Revolutionary Fabric Developed at UMD Reacts to Environmental Conditions

By Kimbra Cutlip

Fabric

Photo by Faye Levine

A revolutionary fabric created at UMD reacts to environmental conditions to either trap heat or release it.

Despite decades of innovation to develop high-tech fabrics able to keep marathon runners cool or alpine hikers warm, there has never been a material that changes its insulating properties in response to the environment—until now.

University of Maryland researchers have created the first fabric that can automatically regulate heat exchange with the environment. When conditions are warm and moist—next to a sweaty body, for instance—the fabric allows infrared radiation (i.e, heat) to get out. When conditions become cooler and drier, the fabric blocks heat from escaping. The development was reported in today’s issue of the journal Science.

The researchers created the fabric from specially engineered yarn coated with a conductive metal. Under hot, humid conditions, the strands of yarn compact and activate the coating, while cool, dry conditions reverse the action. The researchers refer to this as “gating”—essentially a tunable blind that transmits or blocks heat.

“This is the first technology that allows us to dynamically gate infrared radiation,” said YuHuang Wang, a professor of chemistry and biochemistry and one of the paper’s corresponding authors who directed the studies.

The base yarn for this new textile is created with fibers made of two different synthetic materials—one absorbs water and the other repels it. The strands are coated with carbon nanotubes, a special class of lightweight, carbon-based, conductive metal.

Because materials in the fibers both resist and absorb water, the fibers warp when exposed to humidity such as that surrounding a sweating body.
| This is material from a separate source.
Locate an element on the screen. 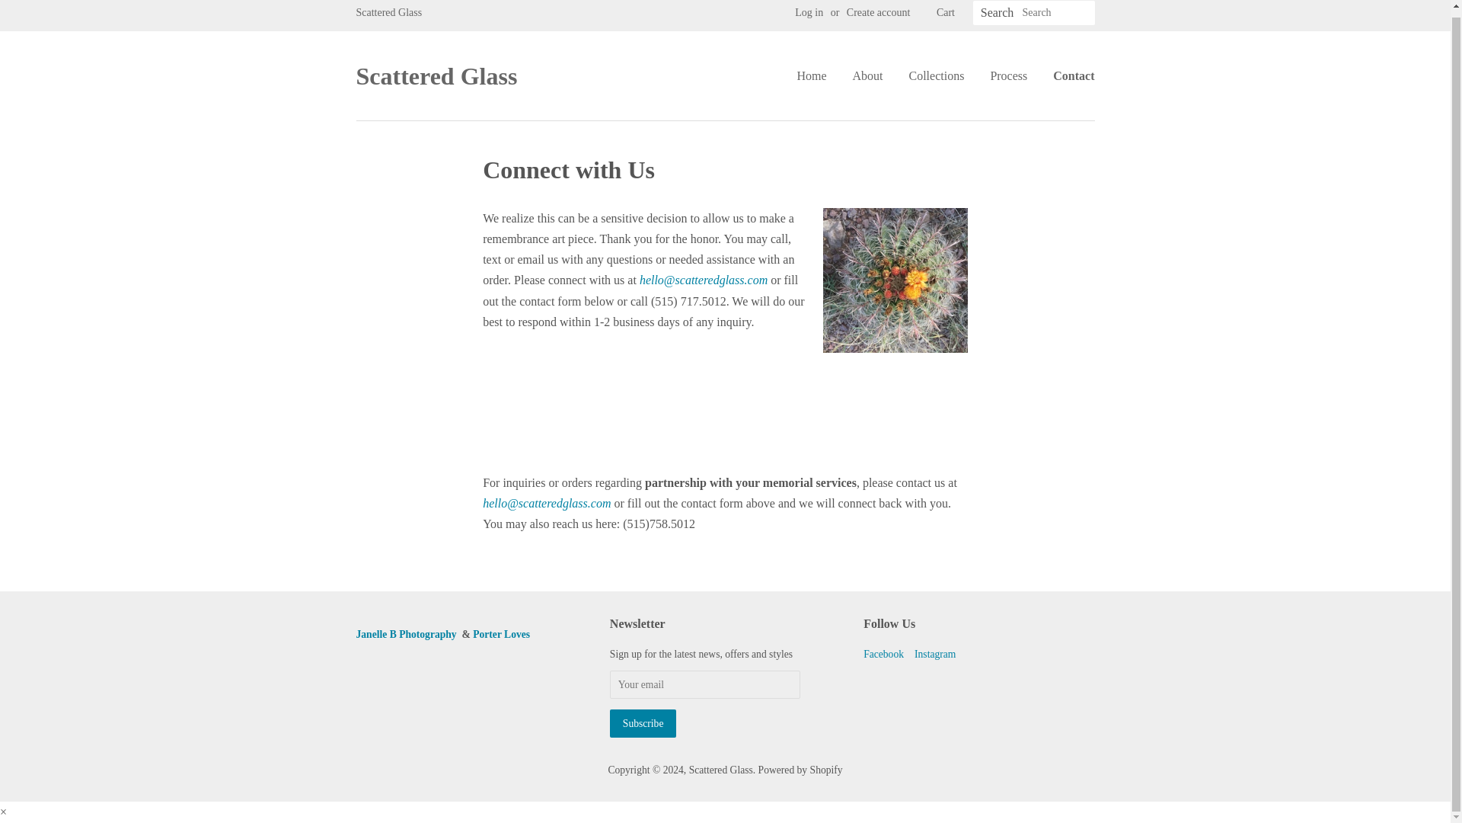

That distortion brings the strands of yarn closer together, opening the pores in the fabric and creating a minor cooling effect by allowing heat to escape. More importantly, it modifies the electromagnetic coupling between the carbon nanotubes in the coating.

“You can think of this coupling effect like the bending of a radio antenna to change the wavelength or frequency it resonates with,” Wang said. “Imagine bringing two antennae close together to regulate the kind of electromagnetic wave they pick up. When the fabric fibers are brought closer together, the radiation they interact with changes. In clothing, that means the fabric interacts with the heat radiating from the human body.”

Depending on the tuning, the fabric either blocks infrared radiation or allows it to pass through. The reaction is almost instant, so before people realize it, the dynamic gating mechanism is either cooling them down or working in reverse to trap heat.
 
“The human body is a perfect radiator. It gives off heat quickly,” said Min Ouyang, a professor of physics at UMD and the paper’s other corresponding author. “For all of history, the only way to regulate the radiator has been to take clothes off or put clothes on. But this fabric is a true bidirectional regulator.”

More work is needed before the fabric can be commercialized, but according to the researchers, materials used for the base fiber are readily available and the carbon coating can be easily added during the standard dyeing process.